The structure is what made it work. Without the spec defining the format, the agents would have produced 80 inconsistent READMEs. Without the plan breaking it into batches, the context would have been too large to manage. The skills provided the guardrails; the AI provided the scale.
What It Caught
The audit surfaced real bugs that human review had missed for months:
- A text component’s default
sizewas documented as'Body Large'- the actual source code said'Body'. Anyone relying on the documented default was working with wrong assumptions. - Several required props were marked as optional in the README. Developers who omitted them would get TypeScript errors with no explanation from the docs.
- A prop had been renamed in the source (
imageServerProps→imageServerKnobs) but the README still used the old name. - One component documented a
reduceMotionprop that the component never actually read - it was defined in the TypeScript interface but the implementation ignored it entirely. Anyone passing that prop was getting silently no-op’d. - Theme values listed as valid options in the docs (
'fastlane') actually mapped to different internal values at runtime ('ppe'), meaning any conditional logic based on the documented values would produce dead code.
These aren’t hypothetical risks. These are bugs that were silently affecting developers who trusted the documentation.
What Didn’t Work
The AI output wasn’t flawless. After all the agents finished their work, I ran a structured code review - a skill that examines diffs from three angles: line-by-line accuracy, removed behavior (did we lose important information?), and cross-file consistency.
The review caught 9 issues the agents had introduced or missed. Required props documented as optional. Wrong theme values carried over. Internal import paths used in usage examples instead of the public package path. One component quietly renders nothing if you don’t pass valid children - the old README warned about this, but the agents dropped that note during the rewrite.

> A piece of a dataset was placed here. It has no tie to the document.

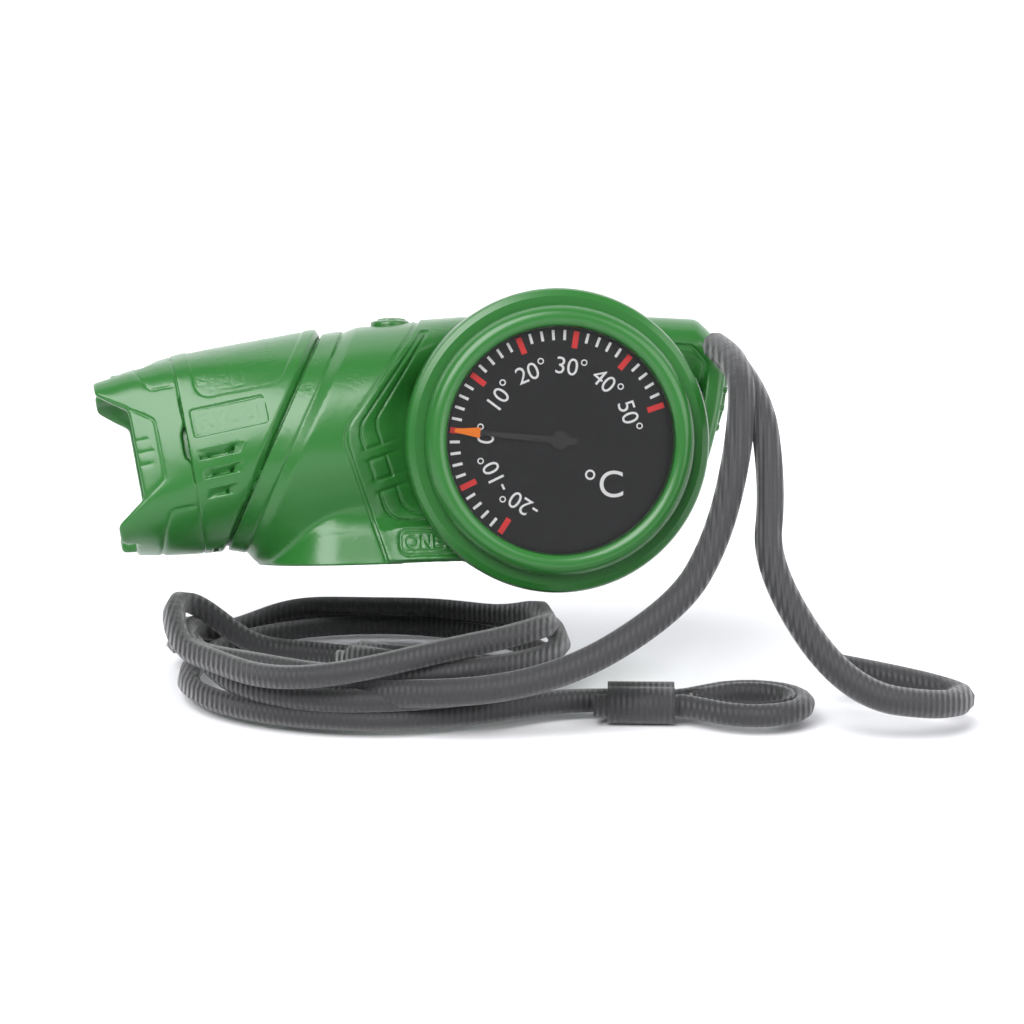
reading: 0 °C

The agents’ self-review wasn’t sufficient. The structured review pass was essential. This is the part that matters most: AI output needs verification, not blind trust.
Takeaways
- AI is most effective on well-defined, parallelizable, verifiable tasks. Auditing README files against TypeScript source checks all three boxes. Open-ended design work? Less so.
- Structure makes it work. The spec → plan → execute → review workflow is what prevented 80 inconsistent outputs. Skills provided the discipline; the AI provided the throughput.

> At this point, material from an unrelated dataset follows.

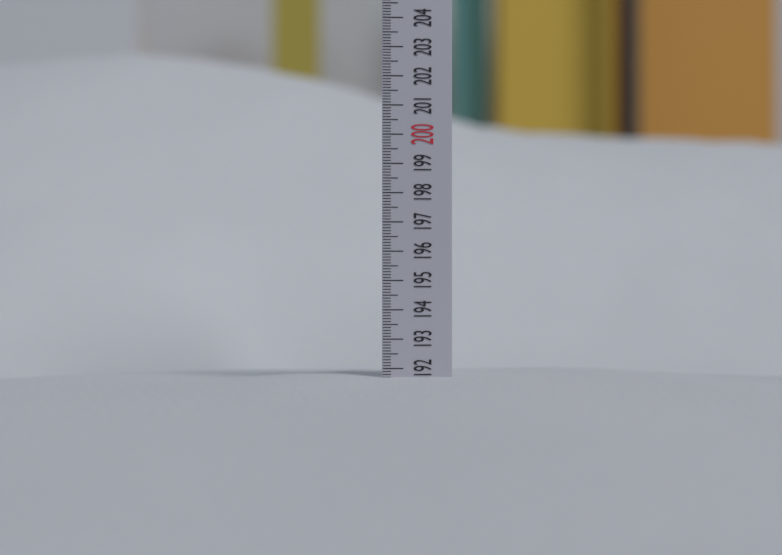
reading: 191.7 (no unit)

- AI catches what humans skip. Not because it’s smarter, but because it doesn’t get bored on component #47. The value is attention to detail at scale.

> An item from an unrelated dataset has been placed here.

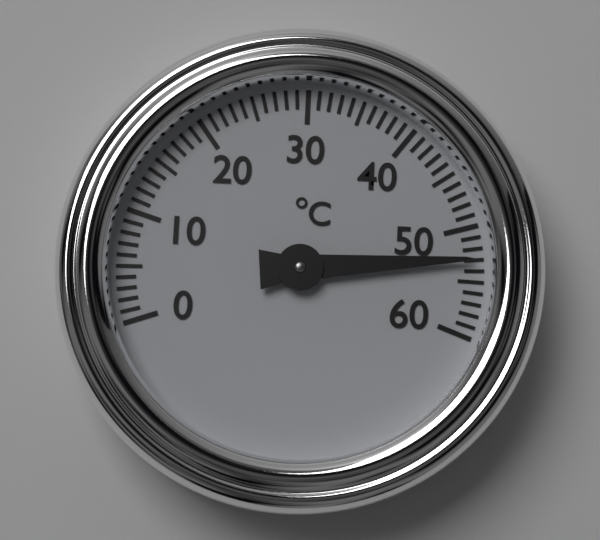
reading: 53 °C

- Verification is non-negotiable. The code review found 9 issues the agents introduced. Shipping without that pass would have replaced old inaccuracies with new ones.
- Know which problems to point it at. I chose this problem because it was suited for AI. Not every task is. The judgment of what to automate matters more than the tool.
- This work would never have happened manually. AI made it practical to tackle something that was always important but never urgent enough to prioritize.
What’s Next
This is the first post in a series I’m calling Pair Programming with AI - practical AI usage from a staff engineer’s day-to-day work. Each post covers a real task, the approach, what worked, and what didn’t.
If you use Claude Code, I used the Superpowers skill pack - specifically brainstorming, writing-plans, subagent-driven-development, and code-review. Try them on your own codebase - start with a well-defined, tedious task that nobody wants to do manually.
My main lesson: do not start with the flashiest task. Start with the boring one that has a clear source of truth.